Audio music content-----
They feature 7 varnams in 7 raagas sung by 5 young professional singers who received training for more than 15 years. They are all set to Adi taala. Measuring the intonation variations require absolutely clean pitch contours. For this, all the varṇaṁs are recorded without accompanying instruments, except the drone.
Taala annotations-----
The recordings are annotated with taala cycles, each annotation marking the starting of a cycle. We have later automatically divided each cycle into 8 equal parts. The annotations are made available as sonic visualizer annotation layers. Each annotation is of the format m.n where m is the cycle number and n is the division within the cycle. All m.1 annotations are manually done, whereas m.[2-8] are automatically labelled.
Notations-----
The notations for 7 varnams are procured from an archive curated by Shivkumar, in word document format. They are manually converted to a machine readable format (yaml). Each file is essentially a dictionary with section names of the composition as keys. Each section is represented as a list of cycles. Each cycle in turn has a list of divisions.
Possible uses of the dataset-----
The distinct advantage of this dataset is the free availability of the audio content. Along with the annotations, it can be used for melodic analyses: characterizing intonation, motif discovery and tonic identification. The availability of a machine readable notation files allows the dataset to be used for audio-score alignment.
Carnatic varnam dataset is a collection of 28 solo vocal recordings, recorded for our research on intonation analysis of Carnatic raagas. The collection has the audio recordings, taala cycle annotations and notations in a machine readable format.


Work order
Omit all pictures and give the records below again exactly as written.

[Opening Data for review section]

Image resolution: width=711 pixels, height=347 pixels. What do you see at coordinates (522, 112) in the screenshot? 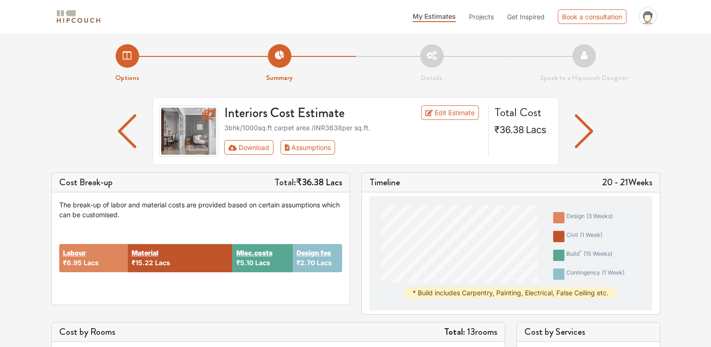
I see `h4: Total Cost` at bounding box center [522, 112].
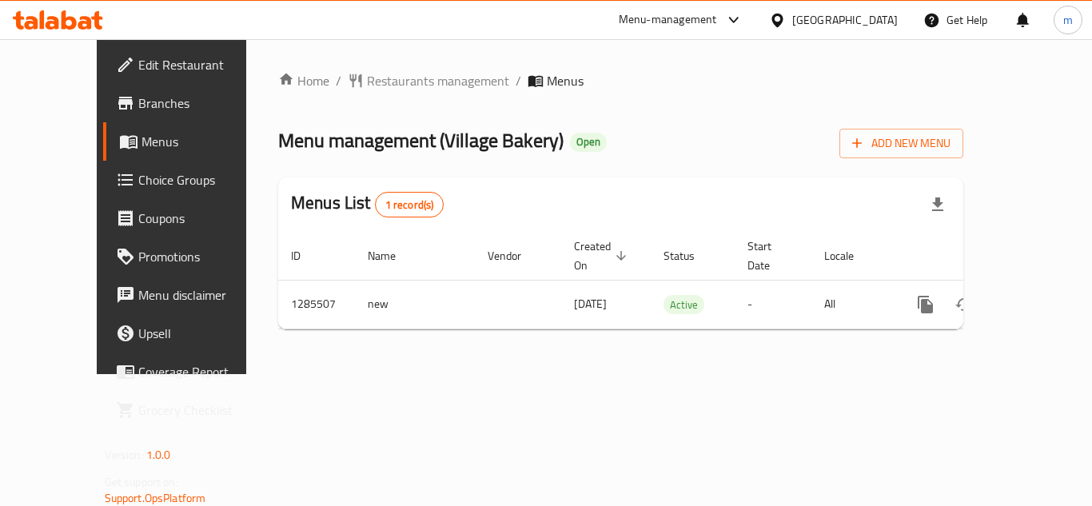  Describe the element at coordinates (588, 142) in the screenshot. I see `div: Open` at that location.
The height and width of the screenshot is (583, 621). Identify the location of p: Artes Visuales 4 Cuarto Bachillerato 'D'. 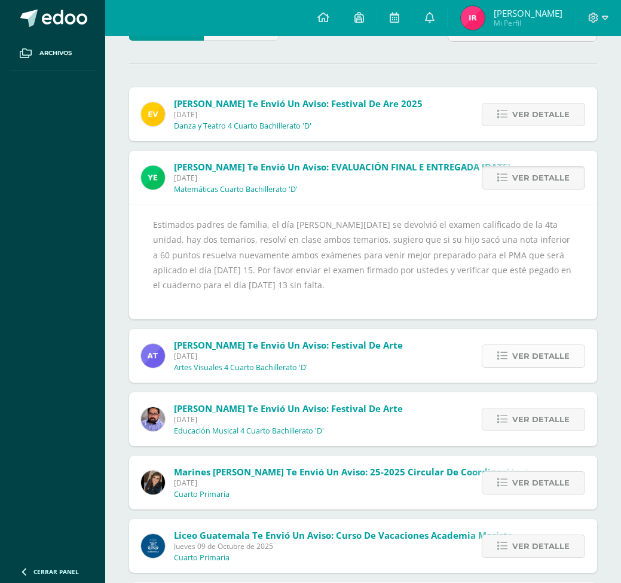
(241, 368).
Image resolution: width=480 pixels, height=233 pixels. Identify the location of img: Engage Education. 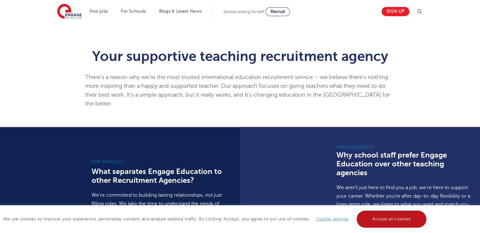
(69, 12).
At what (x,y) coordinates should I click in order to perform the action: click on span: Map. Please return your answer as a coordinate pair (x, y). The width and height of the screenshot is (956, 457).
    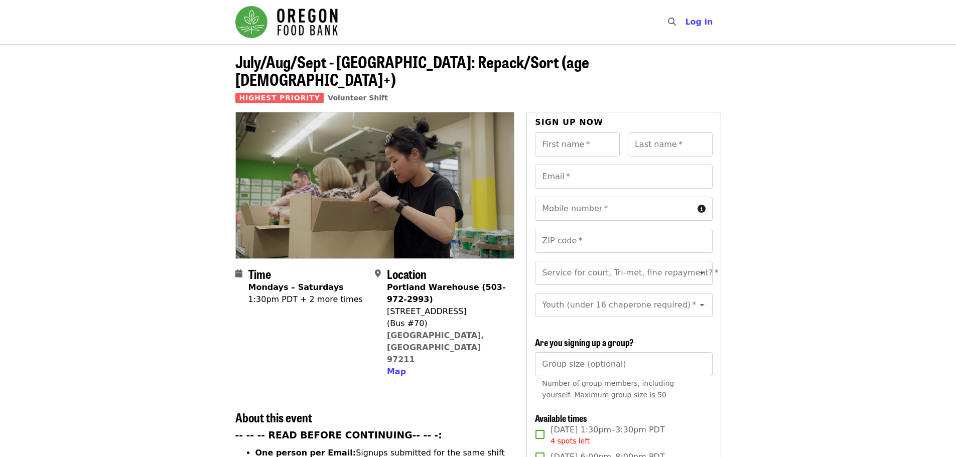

[Closing Data for review section]

Answer to this task
Image resolution: width=711 pixels, height=347 pixels. What do you see at coordinates (522, 112) in the screenshot? 
I see `h4: Total Cost` at bounding box center [522, 112].
  Describe the element at coordinates (588, 142) in the screenshot. I see `div: Open` at that location.
The height and width of the screenshot is (583, 621). Identify the location of p: Artes Visuales 4 Cuarto Bachillerato 'D'. 
(241, 368).
Image resolution: width=480 pixels, height=233 pixels. Identify the location of img: Engage Education. 
(69, 12).
At what (x,y) coordinates should I click in order to perform the action: click on span: Map. Please return your answer as a coordinate pair (x, y). The width and height of the screenshot is (956, 457).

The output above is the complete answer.